When I started in engineering, I was sent out bush for long periods of time - weeks or, in one case, months, time spent living in construction camps, cut off from friends and the things that made life worthwhile (no internet or even mobile phones back then). I made a lot of money, but it was so soul-destroying that after I had served the time of my bond (which also gave me the benefit of being paid enough to survive while I went to uni, although now, I think I would have been better off pursuing my hobbies and becoming a chippie [carpenter]), I quit, determined to leave engineering. As it turned out, I wound up having a year off, and then found myself back in engineering, in a city-based design office, fighting over overtime expectations.
The union I am in recently did a survey on unpaid overtime, and one of the options they were exploring was, effectively, peer pressure.
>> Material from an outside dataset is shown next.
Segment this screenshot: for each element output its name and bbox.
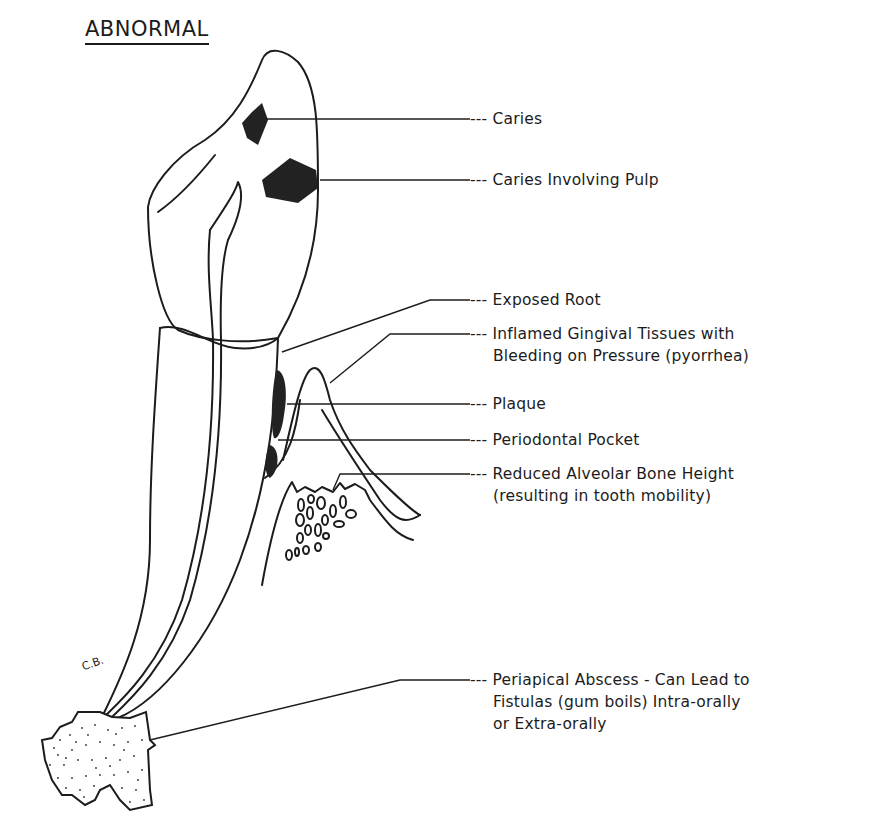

I've always been a bit contrary, and thus I tend to resist peer pressure - more so, if the peer pressure is applied harder. And that was what happened.
The managers I was enduring at that time had obviously never come across anyone who questioned what they had taken as a given, and they floundered initially and then pushed back harder, including formalising expectations in a memo which set out the extra hours of unpaid overtime we would be expected to work. I pointed out that their expectations meant that the true hourly rate went down, which showed that they valued the increased experience and effectiveness that comes with being experienced less than simply working longer hours. (I had also declined to get into the normal expectations of doing more management, insisting on staying in a technical role: that is fairly widely accepted now, but 40 years ago it was another cause of being flummoxed.)
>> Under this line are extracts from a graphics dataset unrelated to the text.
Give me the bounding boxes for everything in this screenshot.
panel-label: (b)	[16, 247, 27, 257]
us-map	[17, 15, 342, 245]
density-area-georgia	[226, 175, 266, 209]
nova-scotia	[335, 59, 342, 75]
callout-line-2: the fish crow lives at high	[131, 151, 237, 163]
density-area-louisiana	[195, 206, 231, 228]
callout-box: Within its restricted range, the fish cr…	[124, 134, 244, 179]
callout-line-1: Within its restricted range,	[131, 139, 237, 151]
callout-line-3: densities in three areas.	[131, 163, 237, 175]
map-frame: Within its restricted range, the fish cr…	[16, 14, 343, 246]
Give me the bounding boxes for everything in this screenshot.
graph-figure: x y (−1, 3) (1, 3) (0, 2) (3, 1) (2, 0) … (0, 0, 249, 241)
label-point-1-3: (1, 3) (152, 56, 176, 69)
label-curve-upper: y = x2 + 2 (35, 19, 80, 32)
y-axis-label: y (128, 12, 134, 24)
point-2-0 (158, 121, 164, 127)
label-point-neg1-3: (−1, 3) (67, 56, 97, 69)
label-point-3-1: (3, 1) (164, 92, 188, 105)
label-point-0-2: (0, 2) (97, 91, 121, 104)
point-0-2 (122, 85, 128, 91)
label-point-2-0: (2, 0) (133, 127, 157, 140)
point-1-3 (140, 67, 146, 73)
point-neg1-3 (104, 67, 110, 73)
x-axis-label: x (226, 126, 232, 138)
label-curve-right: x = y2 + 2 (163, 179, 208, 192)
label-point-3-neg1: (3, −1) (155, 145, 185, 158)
Most - not all - of these managers who were expecting this all had problems with their relationships, including kids. They seemed to be of the view that company profits (which, for much of this time, had no direct benefit for them - there was an end of year bonus, but it was nothing like the amount of unpaid salary/wages) were more important than their quality of life. The most insistent of these people also seemed flummoxed by anything outside of engineering - things like the move towards a more caring and inclusive society. I also saw one engineer being totally unresponsive when he saw reports that the First Gulf War had started - despite seeing some footage of pipes he had designed being blown up.
There was a similar dismissiveness when the twin towers fell on 9/11 - an attitude of "oh, yes, that's bad, but it's nothing to do with us, get back to work".
Now, as I go through another cycle of peer pressure to work unpaid overtime (which, at my current age and with my health issues is physically harmful [making it easier to get through to people that I am not available], in addition to the emotional damage), there are a few points I would like to make.
Firstly, I have profound doubts about the emotional competence of some of the people I have worked with in engineering. There are some very unseemly jokes about this, but it is a problem I saw when I was at Uni, and I consider it something that the engineering profession needs to address.
Next (second), it is time the non-physical costs of overtime - whether paid or unpaid - were addressed. It was pleasing that my union has finally started on this, but they're several decades late, really. The damage includes the obvious damage to relationships with family and friends, but also to the person doing the overtime themselves -they become emotionally crippled, withdrawn, less able to interact in a normal human fashion, in some ways damaged as people who have experienced a war - not on the frontline, perhaps, but the sacrifices made on "the home front", or in support areas of the military.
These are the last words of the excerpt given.